From the Latin lustrare, to illuminate — used as a color word since the seventeenth century for hues with the slight specular shine of polished metal or silk. Lustrous green, lustrous gold: the implication is moderate-to-high saturation combined with surface reflectivity. Sits at the bright-and-glossy corner alongside gleaming.

Wallflower
noun

Erysimum cheiri, the European biennial whose fragrant yellow-orange flowers cover medieval-castle walls (the source of the name) and cottage gardens in late spring. The color refers to a fresh wallflower bloom in May: a saturated, slightly red yellow with the satin finish of four-petaled mustard-family flower.

Closest matches

The nearest named color in three reference sources, ranked by perceptual distance (ΔE76 in CIELAB). ΔE < 1 is imperceptible to most viewers; ΔE > 10 is clearly different. When two sources point to the same hex they’re merged into one tile; click any to open that color’s page.

Variations

Click any swatch to explore

Harmonies

Accessibility

Color-vision simulation

How this color appears to viewers with the four major color-vision-deficiency types. Computed via the Machado (2009) physiologically-based model. If a tile matches the original, the color reads the same to that viewer.

#a1c014
Original
#cdb400
Protanopia
#c9b42c
Deuteranopia
#abb5a3
Tritanopia
#adadad
Achromatopsia
WCAG contrast

The color used as foreground text against pure white and pure black, with the contrast ratio and WCAG 2.1 grade. Aim for AA (4.5:1) for body text and AA Large (3:1) for 18 pt+ headlines; AAA (7:1) is the gold standard for long-form reading surfaces.

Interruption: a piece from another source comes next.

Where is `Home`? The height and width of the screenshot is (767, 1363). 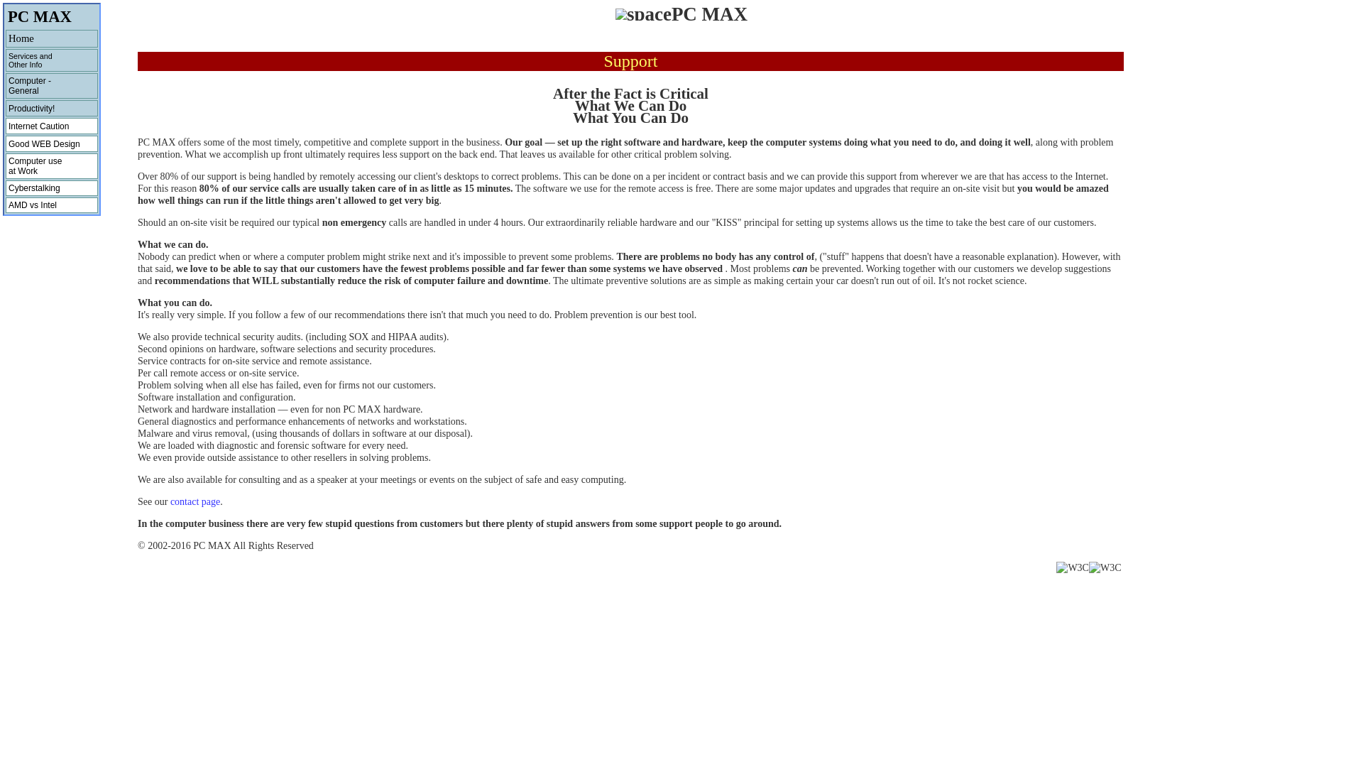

The quick brown foxSample body text at normal size. The wcag minimum for body contrast is 4.5:1 (AA) or 7:1 (AAA).
Failon White
2.09:1
The quick brown foxSample body text at normal size. The wcag minimum for body contrast is 4.5:1 (AA) or 7:1 (AAA).
AAAon Black
10.07:1

Wide gamut

Display P3 representation

The CSS Color 4 wide-gamut form of this color. Both swatches render the same color on every display — the P3 form only diverges from sRGB when a designer pushes channels outside sRGB's reach.

sRGB hex
sRGB hex
##A1C014
Display P3
Display P3
color(display-p3 0.6551 0.7493 0.2494)
P3 has subtle headroomOKLCH chroma 0.177

Moderately saturated colors gain a small bump in P3 — the difference is usually visible side-by-side on wide-gamut hardware but won't change the character of the color.